Aaron Judge is still pursuing his 62nd home run of 2022, which would break the record he currently shares with Roger Maris for the most homers by an American League player in a single season.
Judge has three games left in which to hit No. 62, all of which are against the Texas Rangers at Globe Life Field in Arlington, Texas. The first game of a Tuesday doubleheader is now in progress, but Judge has been unsuccessful so far, grounding out in his first at-bat.
Can Judge stand alone as the AL’s single-season home run king? That depends, in part, on the pitches the Rangers give him. Here is a simple way of estimating how many opportunities Judge might still have remaining in the season. We will update this estimate after each of his plate appearances.
We estimate that Judge has 13 plate appearances remaining.
The Yankees have beaten Judge in the leadoff spot for the past 22 games, partly in an effort to give him as many at-bats as possible. Through Monday, Judge has averaged 4.66 plate appearances per game this season when batting first. Using that average, we expect that he will have roughly 14 plate appearances over the final three games of the regular season. He has had one plate appearance in the current game so far, so by our estimate he has 13 plate appearances remaining.
We estimate that Judge will see 20 more pitches in the strike zone.
Since Judge hit his 60th home run on Sept. 20, opposing pitchers have been somewhat more reluctant to give him pitches he can hit — after all, no one wants to give up a historic home run (or lose). In Judge’s 12 completed games since Sept. 20, pitchers have delivered about 1.57 pitches in the strike zone per plate appearance by Judge, according to Major League Baseball’s zone charts (and counting intentional walks as plate appearances). That’s lower than his season average of 1.91.
We can’t know exactly what the Rangers’ pitchers will do in these final three games, but it’s a safe bet that they won’t give Judge all fastballs down the middle. If they continue to pitch to Judge as other pitchers have in his most recent games, his 13 remaining plate appearances should work out to about 20 more pitches in the strike zone.
Of course, Judge could homer off a pitch outside the strike zone, and not every pitch within the strike zone is home-run material. There are also discrepancies in MLB’s various interpretations of which pitches crossed the strike zone. But this serves as a rough estimate of the number of hittable pitches Judge may still face.
We estimate that Judge has a 59% chance of reaching 62 home runs.
In the 2022 season through Monday, Judge received 1,315 pitches in the strike zone and homered on 58 of them, as tracked by MLB’s zone charts. (His other three home runs came on pitches that were recorded by MLB as either high or inside, or both, but we’re excluding those from this analysis.) That means he has homered on roughly 4.4 percent of pitches in the strike zone.
Now, time for some probability math. Let’s assume that each time Judge faces a pitch in the strike zone, he has an equal and independent 4.4 percent chance of homering — an overly simplistic assumption, but a fair one for this estimate. Given our estimate that Judge will face 20 more pitches in the strike zone, what are the odds that he’ll homer on at least one of those opportunities — that the event that has a 4.4 percent chance of happening will occur at least once in 20 sort? By the powers of probability, those odds are 59 percent.
Heading into the doubleheader on Tuesday, we estimated Judge’s chances at 63 percent, so his probability of success has dropped by about 4 percentage points after his homerless plate appearance.
Our original estimate of 63 percent aligned with how the sports books saw it. DraftKings, for example, on Tuesday morning was offering -175 odds that Judge would hit at least 62 home runs this season, which implied a probability of 64 percent.
With each unsuccessful plate appearance against the Rangers, Judge’s chances will continue to tick downward, and he and his fans will probably sweat a little bit more. Or maybe Judge will hit a home run off the next pitch he faces, and all of these estimates will no longer be needed.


- [Work instructions] Read through the lines below and copy the ones holding the string "Multiple".

Records excerpted from a collection:

________________________________________

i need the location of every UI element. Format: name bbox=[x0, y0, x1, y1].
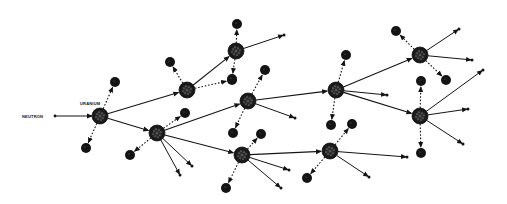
neutron-arrow bbox=[165, 104, 240, 130]
fragment-path bbox=[195, 81, 226, 88]
fragment-path bbox=[236, 108, 245, 127]
nucleus-speckle bbox=[103, 114, 104, 115]
nucleus-speckle bbox=[333, 149, 334, 150]
nucleus-speckle bbox=[326, 148, 327, 149]
nucleus-speckle bbox=[325, 151, 326, 152]
free-neutron-arrow bbox=[337, 155, 369, 176]
nucleus-speckle bbox=[419, 115, 420, 116]
fission-fragment bbox=[416, 148, 426, 158]
nucleus-speckle bbox=[331, 90, 332, 91]
nucleus-speckle bbox=[239, 157, 240, 158]
fragment-path bbox=[252, 75, 262, 94]
nucleus-speckle bbox=[421, 51, 422, 52]
nucleus-speckle bbox=[186, 89, 187, 90]
fission-fragment bbox=[260, 65, 270, 75]
nucleus-speckle bbox=[415, 55, 416, 56]
free-neutron-paths bbox=[161, 28, 485, 190]
nucleus-speckle bbox=[417, 118, 418, 119]
neutron-dot bbox=[482, 69, 485, 72]
neutron-arrow bbox=[193, 57, 229, 85]
neutron-dot bbox=[368, 176, 371, 179]
fission-fragment bbox=[227, 74, 237, 84]
nucleus-speckle bbox=[99, 115, 100, 116]
nucleus-speckle bbox=[96, 113, 97, 114]
nucleus-speckle bbox=[233, 53, 234, 54]
neutron-dot bbox=[294, 117, 297, 120]
nucleus-speckle bbox=[246, 96, 247, 97]
neutron-arrow bbox=[256, 91, 327, 100]
free-neutron-arrow bbox=[248, 160, 280, 187]
nucleus-speckle bbox=[335, 89, 336, 90]
neutron-dot bbox=[283, 34, 286, 37]
fragment-speck bbox=[394, 29, 395, 30]
fragment-path bbox=[338, 61, 344, 83]
free-neutron-arrow bbox=[244, 35, 283, 48]
nucleus-speckle bbox=[236, 54, 237, 55]
nucleus-speckle bbox=[152, 133, 153, 134]
nucleus-speckle bbox=[329, 150, 330, 151]
nucleus-speckle bbox=[247, 100, 248, 101]
neutron-label: NEUTRON bbox=[22, 114, 43, 119]
fragment-speck bbox=[224, 186, 225, 187]
free-neutron-arrow bbox=[428, 56, 471, 60]
nucleus-speckle bbox=[183, 87, 184, 88]
neutron-dot bbox=[462, 143, 465, 146]
fission-fragment bbox=[341, 50, 351, 60]
nucleus-speckle bbox=[97, 118, 98, 119]
nucleus-speckle bbox=[243, 151, 244, 152]
nucleus-speckle bbox=[416, 113, 417, 114]
nucleus-speckle bbox=[242, 158, 243, 159]
nucleus-speckle bbox=[154, 135, 155, 136]
fission-fragment bbox=[326, 120, 336, 130]
fragment-speck bbox=[444, 78, 445, 79]
fragment-path bbox=[247, 138, 257, 149]
neutron-dot bbox=[386, 94, 389, 97]
nucleus-speckle bbox=[245, 103, 246, 104]
neutron-dot bbox=[467, 108, 470, 111]
nucleus-speckle bbox=[189, 91, 190, 92]
nucleus-speckle bbox=[416, 52, 417, 53]
fragment-path bbox=[88, 123, 96, 142]
nucleus-speckle bbox=[190, 88, 191, 89]
neutron-dot bbox=[458, 28, 461, 31]
neutron-dot bbox=[471, 59, 474, 62]
nucleus-speckle bbox=[188, 86, 189, 87]
fragment-path bbox=[332, 98, 335, 119]
nucleus-speckle bbox=[249, 97, 250, 98]
fragment-speck bbox=[329, 123, 330, 124]
nucleus-speckle bbox=[336, 93, 337, 94]
nucleus-speckle bbox=[415, 116, 416, 117]
nucleus-speckle bbox=[98, 111, 99, 112]
nucleus-speckle bbox=[187, 93, 188, 94]
fragment-path bbox=[400, 35, 414, 49]
nucleus-speckle bbox=[250, 102, 251, 103]
fragment-path bbox=[173, 67, 183, 83]
nucleus-speckle bbox=[102, 117, 103, 118]
fragment-speck bbox=[259, 132, 260, 133]
nucleus-speckle bbox=[244, 156, 245, 157]
nucleus-speckle bbox=[423, 53, 424, 54]
nucleus-speckle bbox=[332, 152, 333, 153]
neutron-dot bbox=[288, 169, 291, 172]
nucleus-speckle bbox=[338, 91, 339, 92]
nucleus-speckle bbox=[339, 88, 340, 89]
nucleus-speckle bbox=[232, 48, 233, 49]
fragment-path bbox=[420, 87, 421, 108]
fragment-speck bbox=[263, 68, 264, 69]
fragment-speck bbox=[84, 146, 85, 147]
nucleus-speckle bbox=[244, 98, 245, 99]
free-neutron-arrow bbox=[250, 157, 288, 169]
fragment-path bbox=[135, 138, 151, 151]
nucleus-speckle bbox=[238, 52, 239, 53]
fragment-speck bbox=[168, 60, 169, 61]
nucleus-speckle bbox=[418, 111, 419, 112]
nucleus-speckle bbox=[238, 152, 239, 153]
neutron-arrow bbox=[250, 151, 321, 154]
nucleus-speckle bbox=[331, 147, 332, 148]
neutron-paths bbox=[54, 57, 412, 155]
fission-fragments bbox=[81, 19, 451, 193]
nucleus-speckle bbox=[240, 150, 241, 151]
fragment-speck bbox=[350, 122, 351, 123]
fragment-speck bbox=[230, 77, 231, 78]
fission-fragment bbox=[256, 129, 266, 139]
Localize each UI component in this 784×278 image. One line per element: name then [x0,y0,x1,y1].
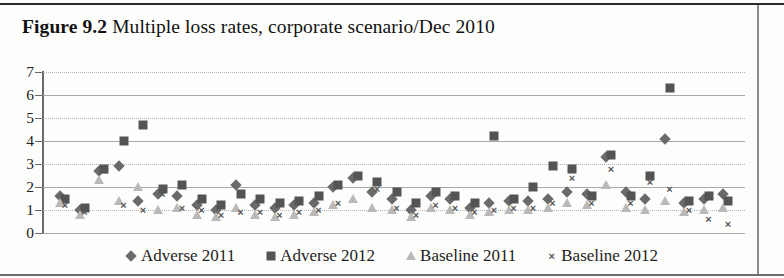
data-point [139,120,148,129]
data-point [665,84,674,93]
data-point [548,198,558,208]
data-point [333,198,343,208]
data-point [236,207,246,217]
legend-item-adverse-2012[interactable]: Adverse 2012 [265,246,375,266]
data-point [606,164,616,174]
data-point [528,203,538,213]
data-point [470,207,480,217]
data-point [275,210,285,220]
data-point [353,171,363,181]
legend-item-baseline-2011[interactable]: Baseline 2011 [405,246,516,266]
legend-marker-diamond-icon [126,251,137,262]
figure-page: Figure 9.2 Multiple loss rates, corporat… [0,0,784,278]
data-point [197,194,206,203]
data-point [60,200,70,210]
data-point [529,183,538,192]
data-point [294,207,304,217]
data-point [158,189,168,199]
data-point [314,192,323,201]
figure-label: Figure 9.2 [22,16,107,37]
marker-square [266,252,275,261]
data-point [411,210,421,220]
legend-marker-square-icon [265,251,276,262]
data-point [412,199,421,208]
data-point [718,203,728,212]
data-point [561,186,572,197]
data-point [640,205,650,214]
data-point [372,184,382,194]
chart-data-points [0,58,784,243]
data-point [177,203,187,213]
data-point [489,205,499,215]
legend-label: Baseline 2011 [420,246,516,266]
chart-plot-area: 01234567 [0,58,784,243]
data-point [153,205,163,214]
data-point [704,214,714,224]
page-rule-top [0,3,784,5]
data-point [626,198,636,208]
legend-item-baseline-2012[interactable]: Baseline 2012 [546,246,658,266]
data-point [645,177,655,187]
data-point [490,132,499,141]
marker-x [547,251,557,261]
data-point [587,198,597,208]
data-point [119,137,128,146]
data-point [601,180,611,189]
data-point [704,192,713,201]
data-point [450,203,460,213]
data-point [659,133,670,144]
data-point [665,184,675,194]
data-point [171,191,182,202]
figure-caption: Figure 9.2 Multiple loss rates, corporat… [22,16,495,38]
data-point [451,192,460,201]
page-rule-bottom [0,274,784,276]
data-point [197,205,207,215]
data-point [236,189,245,198]
data-point [392,187,401,196]
legend-label: Baseline 2012 [561,246,658,266]
data-point [509,203,519,213]
figure-caption-text: Multiple loss rates, corporate scenario/… [112,16,495,37]
data-point [431,187,440,196]
data-point [348,194,358,203]
data-point [684,205,694,215]
legend-marker-triangle-icon [405,251,416,262]
data-point [133,182,143,191]
data-point [660,196,670,205]
data-point [562,198,572,207]
marker-diamond [126,250,137,261]
data-point [548,162,557,171]
data-point [295,196,304,205]
data-point [314,205,324,215]
data-point [113,161,124,172]
data-point [275,199,284,208]
data-point [119,200,129,210]
legend-marker-x-icon [546,251,557,262]
data-point [256,194,265,203]
legend-item-adverse-2011[interactable]: Adverse 2011 [126,246,235,266]
data-point [178,180,187,189]
data-point [255,207,265,217]
data-point [367,203,377,212]
legend-label: Adverse 2012 [280,246,375,266]
data-point [723,219,733,229]
data-point [431,200,441,210]
legend-label: Adverse 2011 [141,246,235,266]
data-point [334,180,343,189]
data-point [138,205,148,215]
data-point [80,207,90,217]
data-point [99,166,109,176]
data-point [567,173,577,183]
data-point [639,193,650,204]
data-point [607,150,616,159]
marker-triangle [406,251,416,260]
data-point [216,210,226,220]
data-point [392,203,402,213]
chart-legend: Adverse 2011Adverse 2012Baseline 2011Bas… [0,243,784,269]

________________________________________

- [Written response]
figure-page: Figure 9.2 Multiple loss rates, corporat… [0,0,784,278]
figure-caption: Figure 9.2 Multiple loss rates, corporat… [22,16,495,38]
figure-caption-text: Multiple loss rates, corporate scenario/… [112,16,495,37]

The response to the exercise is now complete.